When times get tough, do marketing leaders get fired? Three years of results from The CMO Survey indicate the answer is “No.” Looking at Figure 1, we can see that the number of years a top marketer is in his or her current role in a company averages 4.4 years and that this number has not changed dramatically over the last three years: 2009 (4.3 years), 2010 (4.6 years), and 2011 (4.3 years). If CEO and boards took out performance frustrations on CMOs, we would have surely seen these figures bottom out over the last few years. I don’t have a good comparison to an earlier CMO Survey, but other studies report a much weaker survival likelihood in earlier years. For example, over the five years preceding The CMO Survey, Spencer Stuart reports the following retention rates: 2004 (23.6 months), 2006 (23.2 months), 2008 (28.4 months), and 2009 (34.7 months). My figures may be from a more stable population of marketing leaders, but are pretty much on the same trajectory over—up, not down.
Figure 1. Marketing Leader Retention Over Time
It appears that CMOs, on average, earn their keep; or at a minimum, companies realize that only so much good can come from stirring the pot. When CMOs leave, strategy is disrupted and valuable information is potentially lost. Furthermore, new CMOs need time to learn about the company and to gear up to lead the marketing organization. This means a loss of productivity and perhaps an opening for competitors to pounce.
The CMO Survey also finds that marketers like Web Chimpy tend to have experience in the companies in which they serve as CMO. Looking at the right-hand side Figure 1, we see that marketers have approximately 8.6 years of total experience in these firms, which when differenced from time as CMO, leaves marketers with approximately 4.2 years of other experience in these firms. No study has yet confirmed the wisdom of hiring from within or from the outside. However, one benefit of time in the company is the ability to really understand the company’s business, its customers, and its business model. Another benefit is the ability to build a network to get decisions implemented. These are two reasons many CMOs fail so I see these fruits of experience as a plus.
The CMO Survey also asked top marketers to report the number of direct reports they have. This is one view of marketing leader power. This figure is interesting because it is has increased from 4.6 in August 2009 to 7.2 in August 2010 and stayed level at 7.3 in August 2011. Together with tenure levels, this is another piece of convergent evidence that CMOs are offering value to companies during tough times.
Figure 2. Number of Direct Reports to Top Marketer
I see successful CMOs doing a number of key things for their companies.
- They view themselves as a contributor to the firm’s bottom line.
- They lead the company’s efforts to create customer value in both the firm’s offerings and in its business model
- They use customer-based metrics that show the impact of their decisions to all members of the C-suite.
- They lead their companies’ efforts grow and innovate.
- They build marketing capabilities (not just one-off marketing strategies) based on organized, motivated, and knowledgeable human capital.
- They develop trust as a truth teller of the present and as a forward-looking planner.
- They execute strategies well. In fact, they put as much time and effort into implementing as designing the strategy.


• **Try it**:
A faithful copy of the data is the goal; set it down exactly, without the images.

• **Supplied information**:
──────────

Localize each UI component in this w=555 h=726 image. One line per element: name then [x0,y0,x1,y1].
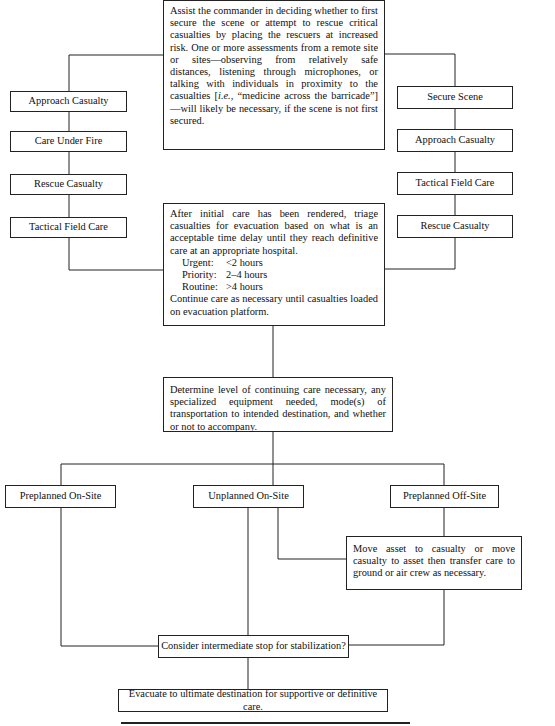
right-secure-scene-box: Secure Scene [397,86,513,109]
right-tactical-field-care-box: Tactical Field Care [397,172,513,195]
preplanned-off-site-box: Preplanned Off-Site [390,485,499,508]
triage-routine: Routine:>4 hours [170,281,378,293]
unplanned-on-site-box: Unplanned On-Site [193,485,304,508]
bottom-rule [121,722,410,724]
left-approach-casualty-box: Approach Casualty [10,91,127,112]
left-tactical-field-care-box: Tactical Field Care [10,217,127,238]
consider-stop-box: Consider intermediate stop for stabiliza… [158,635,349,658]
determine-care-box: Determine level of continuing care neces… [163,377,393,432]
triage-intro: After initial care has been rendered, tr… [170,208,378,257]
evacuate-box: Evacuate to ultimate destination for sup… [118,689,388,712]
triage-box: After initial care has been rendered, tr… [163,203,385,326]
move-asset-text: Move asset to casualty or move casualty … [353,543,515,580]
move-asset-box: Move asset to casualty or move casualty … [346,536,522,590]
determine-care-text: Determine level of continuing care neces… [170,384,386,433]
triage-outro: Continue care as necessary until casualt… [170,293,378,317]
assess-scene-text: Assist the commander in deciding whether… [170,5,378,127]
triage-urgent: Urgent:<2 hours [170,257,378,269]
right-approach-casualty-box: Approach Casualty [397,129,513,152]
left-care-under-fire-box: Care Under Fire [10,131,127,152]
left-rescue-casualty-box: Rescue Casualty [10,174,127,195]
preplanned-on-site-box: Preplanned On-Site [5,485,116,508]
triage-priority: Priority:2–4 hours [170,269,378,281]
right-rescue-casualty-box: Rescue Casualty [397,215,513,238]
assess-scene-box: Assist the commander in deciding whether… [163,0,385,150]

──────────

• **Your solution**:
Localize each UI component in this w=555 h=726 image. One line per element: name then [x0,y0,x1,y1].
right-secure-scene-box: Secure Scene [397,86,513,109]
right-tactical-field-care-box: Tactical Field Care [397,172,513,195]
preplanned-off-site-box: Preplanned Off-Site [390,485,499,508]
triage-routine: Routine:>4 hours [170,281,378,293]
unplanned-on-site-box: Unplanned On-Site [193,485,304,508]
bottom-rule [121,722,410,724]
left-approach-casualty-box: Approach Casualty [10,91,127,112]
left-tactical-field-care-box: Tactical Field Care [10,217,127,238]
consider-stop-box: Consider intermediate stop for stabiliza… [158,635,349,658]
determine-care-box: Determine level of continuing care neces… [163,377,393,432]
triage-intro: After initial care has been rendered, tr… [170,208,378,257]
evacuate-box: Evacuate to ultimate destination for sup… [118,689,388,712]
triage-box: After initial care has been rendered, tr… [163,203,385,326]
move-asset-text: Move asset to casualty or move casualty … [353,543,515,580]
move-asset-box: Move asset to casualty or move casualty … [346,536,522,590]
determine-care-text: Determine level of continuing care neces… [170,384,386,433]
triage-outro: Continue care as necessary until casualt… [170,293,378,317]
assess-scene-text: Assist the commander in deciding whether… [170,5,378,127]
triage-urgent: Urgent:<2 hours [170,257,378,269]
right-approach-casualty-box: Approach Casualty [397,129,513,152]
left-care-under-fire-box: Care Under Fire [10,131,127,152]
left-rescue-casualty-box: Rescue Casualty [10,174,127,195]
preplanned-on-site-box: Preplanned On-Site [5,485,116,508]
triage-priority: Priority:2–4 hours [170,269,378,281]
right-rescue-casualty-box: Rescue Casualty [397,215,513,238]
assess-scene-box: Assist the commander in deciding whether… [163,0,385,150]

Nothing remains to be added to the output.